One student's attempt to define and explain his philosophy of education as he nears the completion of his degree and plans for the years of classroom instruction in his future. I, Michael, do hereby swear to give my students the best education possible by understanding who they are as students and people. I also will create a safe learning environment where students want to come and learn; this will also be an environment where they can achieve academic accomplishment, with fun for all.

06 November 2007

#5 No Child Left Behind

NCLB was filled with good intentions on the part of George W. Bush to revolutionize and fix problems he saw in American education: unfortunately, the road to trouble is paved with good intentions. Bush's program involved "failing" schools and the idea that schools which met his line and passed would receive additional funding and schools which failed would lose funding and resources--ultimately, they would also lose students because if a school failed then parents would be allowed to move their students out of that school and put them in another school which had passed. Here lies the major problem with NCLB: schools which go below that imaginary line have very little to no chance of ever getting above it since they won't have enough resources or support to accomplish such a feat. As Angela and Steph suggested, and I agree with them, if we want schools to be great learning communities and achieve accountability for their teaching, then we need to be helping schools in distress by giving them funding to improve and resources to strengthen their curriculum. Also, why use the word failing? Eileen mentioned how that label angers her, and I got to thinking and agree with that because it has such a negative connotation. Instead, let's just say "Schools in need" and stop there, or consider whether we need to give them a label at all? Again, President Bush thought he had a good idea, but the implementation is all wrong.

Steph and Angela write "this law is based on testing and standards which is not what future teachers are being taught to stress in their classroom...they are learning about using performance tasks and hands-on learning...Bush takes all of what is being taught at the college level for future teachers and throws it out the window with all of his mandatory testing...standards are important and necessary, but all of the testing is just overkill on the teachers as well as on the students". I understand that testing has a place in the classroom, but authentic assessment does as well so teachers should not forget about this important assessment method. Standardized testing, it has been said, is discriminatory against multicultural students and so I am anti-standardized testing as it can't be a good measure of student development if it doesn't apply to all students. Here is another way in which Bush's intentions are good, but the wrong approach is taken to measure our students. I think it would be important to have a uniform assessment across all states if we needed federal regulations of education and needed to check American success at teaching...but here is my question that my group and I came up with: should education be regulated by federal guidelines? I tend to think not, there should be a chain of command with teaching in which teachers are not answerable to the federal regulations but instead only to school, which is to the state, which would be to the federal. I don't think we should have federal control of local schools, its not a good idea.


### PROBLEM TO WORK ON
Type the records that follow again exactly as written, but drop the pictures.

MATERIAL SUPPLIED START

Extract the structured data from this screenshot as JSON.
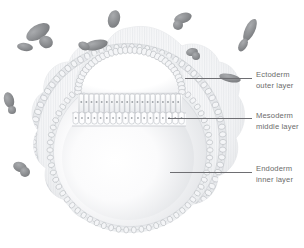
{
  "figure": {
    "background_color": "#ffffff",
    "ink_color": "#6e6e72",
    "text_color": "#6b6b6b",
    "cell_outline_color": "#b8bcc0",
    "cell_fill_color": "#f4f5f7",
    "shading_color": "#d8dadd",
    "migrating_cell_color": "#8d8f92",
    "hatch_color": "#e3e5e8"
  },
  "labels": [
    {
      "id": "ectoderm",
      "line1": "Ectoderm",
      "line2": "outer layer",
      "text_x": 256,
      "text_y": 70,
      "leader_x": 185,
      "leader_y": 78,
      "leader_w": 67
    },
    {
      "id": "mesoderm",
      "line1": "Mesoderm",
      "line2": "middle layer",
      "text_x": 256,
      "text_y": 111,
      "leader_x": 168,
      "leader_y": 118,
      "leader_w": 84
    },
    {
      "id": "endoderm",
      "line1": "Endoderm",
      "line2": "inner layer",
      "text_x": 256,
      "text_y": 164,
      "leader_x": 170,
      "leader_y": 172,
      "leader_w": 82
    }
  ],
  "migrating_cells": [
    {
      "id": "mc-1",
      "cx": 38,
      "cy": 32,
      "rx": 13,
      "ry": 7,
      "rot": -32
    },
    {
      "id": "mc-2",
      "cx": 46,
      "cy": 42,
      "rx": 7,
      "ry": 6,
      "rot": 20
    },
    {
      "id": "mc-3",
      "cx": 25,
      "cy": 47,
      "rx": 8,
      "ry": 4,
      "rot": 8
    },
    {
      "id": "mc-4",
      "cx": 114,
      "cy": 19,
      "rx": 6,
      "ry": 9,
      "rot": 14
    },
    {
      "id": "mc-5",
      "cx": 96,
      "cy": 45,
      "rx": 12,
      "ry": 5,
      "rot": -12
    },
    {
      "id": "mc-6",
      "cx": 84,
      "cy": 46,
      "rx": 6,
      "ry": 4,
      "rot": 25
    },
    {
      "id": "mc-7",
      "cx": 183,
      "cy": 18,
      "rx": 9,
      "ry": 5,
      "rot": -18
    },
    {
      "id": "mc-8",
      "cx": 178,
      "cy": 25,
      "rx": 5,
      "ry": 5,
      "rot": 0
    },
    {
      "id": "mc-9",
      "cx": 250,
      "cy": 30,
      "rx": 5,
      "ry": 12,
      "rot": 25
    },
    {
      "id": "mc-10",
      "cx": 243,
      "cy": 45,
      "rx": 4,
      "ry": 7,
      "rot": 30
    },
    {
      "id": "mc-11",
      "cx": 192,
      "cy": 52,
      "rx": 6,
      "ry": 4,
      "rot": -10
    },
    {
      "id": "mc-12",
      "cx": 196,
      "cy": 56,
      "rx": 4,
      "ry": 4,
      "rot": 0
    },
    {
      "id": "mc-13",
      "cx": 230,
      "cy": 78,
      "rx": 11,
      "ry": 4,
      "rot": 12
    },
    {
      "id": "mc-14",
      "cx": 9,
      "cy": 100,
      "rx": 5,
      "ry": 8,
      "rot": -14
    },
    {
      "id": "mc-15",
      "cx": 12,
      "cy": 110,
      "rx": 4,
      "ry": 4,
      "rot": 0
    },
    {
      "id": "mc-16",
      "cx": 20,
      "cy": 167,
      "rx": 7,
      "ry": 5,
      "rot": 18
    },
    {
      "id": "mc-17",
      "cx": 25,
      "cy": 172,
      "rx": 5,
      "ry": 5,
      "rot": 0
    }
  ],
  "structures": {
    "outer_blastula": {
      "name": "outer-cell-mass",
      "cx": 128,
      "cy": 140,
      "r": 110
    },
    "ectoderm_ring": {
      "name": "ectoderm-cell-ring",
      "cx": 128,
      "cy": 142,
      "r": 95,
      "cell_count": 78
    },
    "endoderm_ring": {
      "name": "endoderm-cell-ring",
      "cx": 130,
      "cy": 150,
      "r": 80,
      "cell_count": 66
    },
    "archenteron_cavity": {
      "name": "inner-cavity",
      "cx": 130,
      "cy": 155,
      "rx": 72,
      "ry": 70
    },
    "ectoderm_dome": {
      "name": "ectoderm-dome-cavity",
      "cx": 130,
      "cy": 78,
      "rx": 53,
      "ry": 27
    },
    "mesoderm_columnar_band": {
      "name": "mesoderm-columnar-band",
      "cell_count": 20,
      "y_top": 96,
      "y_bottom": 112
    },
    "endoderm_columnar_band": {
      "name": "endoderm-columnar-band",
      "cell_count": 18,
      "y_top": 112,
      "y_bottom": 124
    }
  }
}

MATERIAL SUPPLIED END

### REPLY
Extract the structured data from this screenshot as JSON.
{
  "figure": {
    "background_color": "#ffffff",
    "ink_color": "#6e6e72",
    "text_color": "#6b6b6b",
    "cell_outline_color": "#b8bcc0",
    "cell_fill_color": "#f4f5f7",
    "shading_color": "#d8dadd",
    "migrating_cell_color": "#8d8f92",
    "hatch_color": "#e3e5e8"
  },
  "labels": [
    {
      "id": "ectoderm",
      "line1": "Ectoderm",
      "line2": "outer layer",
      "text_x": 256,
      "text_y": 70,
      "leader_x": 185,
      "leader_y": 78,
      "leader_w": 67
    },
    {
      "id": "mesoderm",
      "line1": "Mesoderm",
      "line2": "middle layer",
      "text_x": 256,
      "text_y": 111,
      "leader_x": 168,
      "leader_y": 118,
      "leader_w": 84
    },
    {
      "id": "endoderm",
      "line1": "Endoderm",
      "line2": "inner layer",
      "text_x": 256,
      "text_y": 164,
      "leader_x": 170,
      "leader_y": 172,
      "leader_w": 82
    }
  ],
  "migrating_cells": [
    {
      "id": "mc-1",
      "cx": 38,
      "cy": 32,
      "rx": 13,
      "ry": 7,
      "rot": -32
    },
    {
      "id": "mc-2",
      "cx": 46,
      "cy": 42,
      "rx": 7,
      "ry": 6,
      "rot": 20
    },
    {
      "id": "mc-3",
      "cx": 25,
      "cy": 47,
      "rx": 8,
      "ry": 4,
      "rot": 8
    },
    {
      "id": "mc-4",
      "cx": 114,
      "cy": 19,
      "rx": 6,
      "ry": 9,
      "rot": 14
    },
    {
      "id": "mc-5",
      "cx": 96,
      "cy": 45,
      "rx": 12,
      "ry": 5,
      "rot": -12
    },
    {
      "id": "mc-6",
      "cx": 84,
      "cy": 46,
      "rx": 6,
      "ry": 4,
      "rot": 25
    },
    {
      "id": "mc-7",
      "cx": 183,
      "cy": 18,
      "rx": 9,
      "ry": 5,
      "rot": -18
    },
    {
      "id": "mc-8",
      "cx": 178,
      "cy": 25,
      "rx": 5,
      "ry": 5,
      "rot": 0
    },
    {
      "id": "mc-9",
      "cx": 250,
      "cy": 30,
      "rx": 5,
      "ry": 12,
      "rot": 25
    },
    {
      "id": "mc-10",
      "cx": 243,
      "cy": 45,
      "rx": 4,
      "ry": 7,
      "rot": 30
    },
    {
      "id": "mc-11",
      "cx": 192,
      "cy": 52,
      "rx": 6,
      "ry": 4,
      "rot": -10
    },
    {
      "id": "mc-12",
      "cx": 196,
      "cy": 56,
      "rx": 4,
      "ry": 4,
      "rot": 0
    },
    {
      "id": "mc-13",
      "cx": 230,
      "cy": 78,
      "rx": 11,
      "ry": 4,
      "rot": 12
    },
    {
      "id": "mc-14",
      "cx": 9,
      "cy": 100,
      "rx": 5,
      "ry": 8,
      "rot": -14
    },
    {
      "id": "mc-15",
      "cx": 12,
      "cy": 110,
      "rx": 4,
      "ry": 4,
      "rot": 0
    },
    {
      "id": "mc-16",
      "cx": 20,
      "cy": 167,
      "rx": 7,
      "ry": 5,
      "rot": 18
    },
    {
      "id": "mc-17",
      "cx": 25,
      "cy": 172,
      "rx": 5,
      "ry": 5,
      "rot": 0
    }
  ],
  "structures": {
    "outer_blastula": {
      "name": "outer-cell-mass",
      "cx": 128,
      "cy": 140,
      "r": 110
    },
    "ectoderm_ring": {
      "name": "ectoderm-cell-ring",
      "cx": 128,
      "cy": 142,
      "r": 95,
      "cell_count": 78
    },
    "endoderm_ring": {
      "name": "endoderm-cell-ring",
      "cx": 130,
      "cy": 150,
      "r": 80,
      "cell_count": 66
    },
    "archenteron_cavity": {
      "name": "inner-cavity",
      "cx": 130,
      "cy": 155,
      "rx": 72,
      "ry": 70
    },
    "ectoderm_dome": {
      "name": "ectoderm-dome-cavity",
      "cx": 130,
      "cy": 78,
      "rx": 53,
      "ry": 27
    },
    "mesoderm_columnar_band": {
      "name": "mesoderm-columnar-band",
      "cell_count": 20,
      "y_top": 96,
      "y_bottom": 112
    },
    "endoderm_columnar_band": {
      "name": "endoderm-columnar-band",
      "cell_count": 18,
      "y_top": 112,
      "y_bottom": 124
    }
  }
}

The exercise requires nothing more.